No Mere Coincidence

‘Tis no mere coincidence, that all of these organizations of the future have such similar-sounding names: Mark Fisher, Sadie Plant, and Kodwo Eshun et al.’s Cybernetic Culture Research Unit (CCRU), John C. Lilly’s Cosmic Coincidence Control Center (CCCC), and Benedict Seymour’s Central Control Committee (CCC). Of the three, the one that intrigues me is the CCC. In a piece titled “The re-Jetée: 1971, recurring,” Seymour sets the scene as follows: “The year is 2040. Facing species extinction and environmental collapse, the members of the Central Control Committee (CCC) of the newly established World Commune resolve to deploy their last hope — the time machine.” Does my own narrative need some such organization? Is there an occult time war underway? Or is the story, rather, one of recovery from trauma?

Thursday August 29, 2019

I listen excitedly, hands tapping thighs, to HausLive 1: Sunwatchers at Cafe Mustache 4/13/2019 after an afternoon at the pool, swimming, reading Kiese Laymon’s Heavy.

Laymon’s prose remedies with its tender heavy murmur. He writes as a son addressing a letter to his mother. It’s a book that hits hard. Subtitled “An American Memoir,” the book allows personal and familial history to tell as well the story of the harm done by the country to black bodies: the weight of antiblackness those bodies are made to bear. His mother’s withering appraisal of Dukes of Hazzard when he was a kid forces me to reflect with disappointment upon my own upbringing. My parents thought it appropriate to dress me in a pair of Dukes of Hazzard pajamas at one point when I was a toddler. It is my duty to confront that past and live differently.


Please give back each line below unchanged; none of the pictures should appear.

(INFORMATION SHOWN Opens)

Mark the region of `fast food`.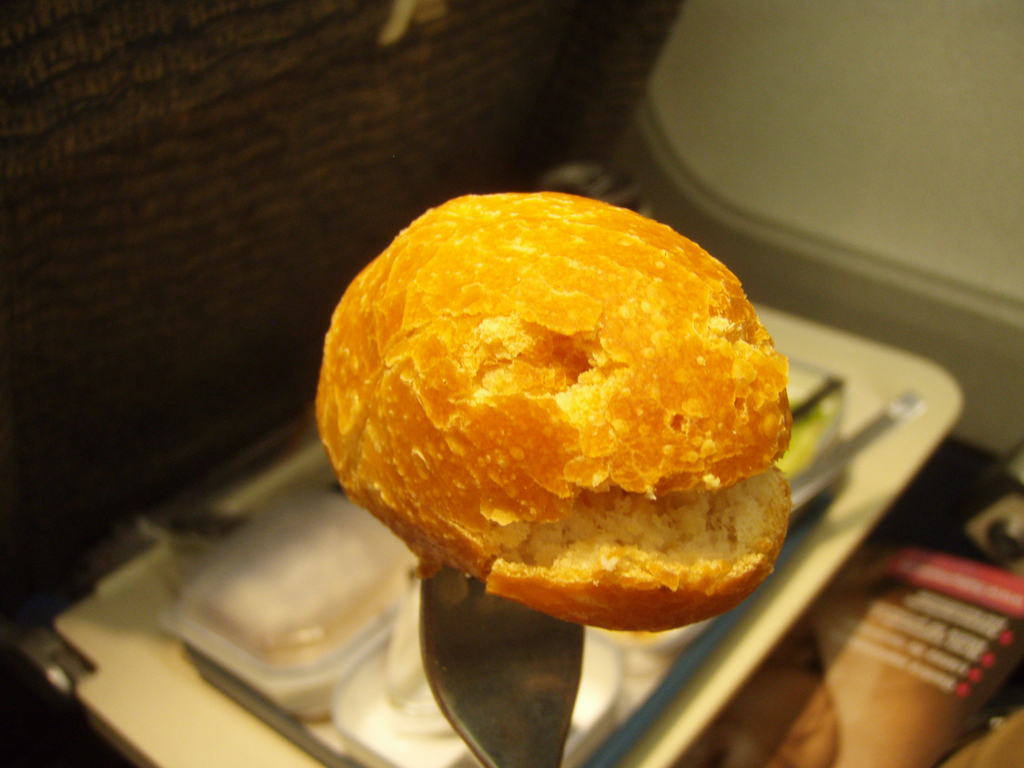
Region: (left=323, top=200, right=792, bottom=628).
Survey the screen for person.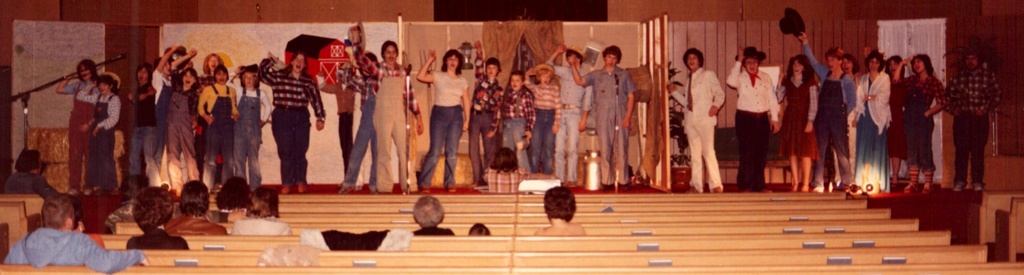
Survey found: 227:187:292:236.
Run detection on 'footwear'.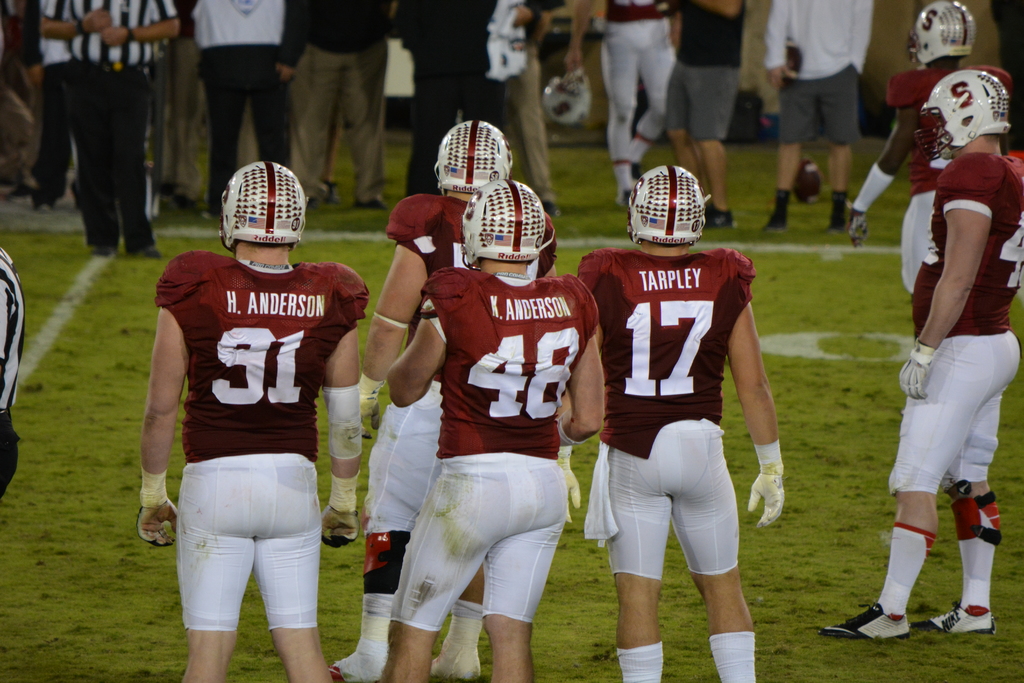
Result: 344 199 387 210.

(INFORMATION SHOWN Closes)

THE ANSWER ▸
Mark the region of `fast food`.
Region: (left=323, top=200, right=792, bottom=628).
Survey the screen for person.
Survey found: 227:187:292:236.
Run detection on 'footwear'.
Result: 344 199 387 210.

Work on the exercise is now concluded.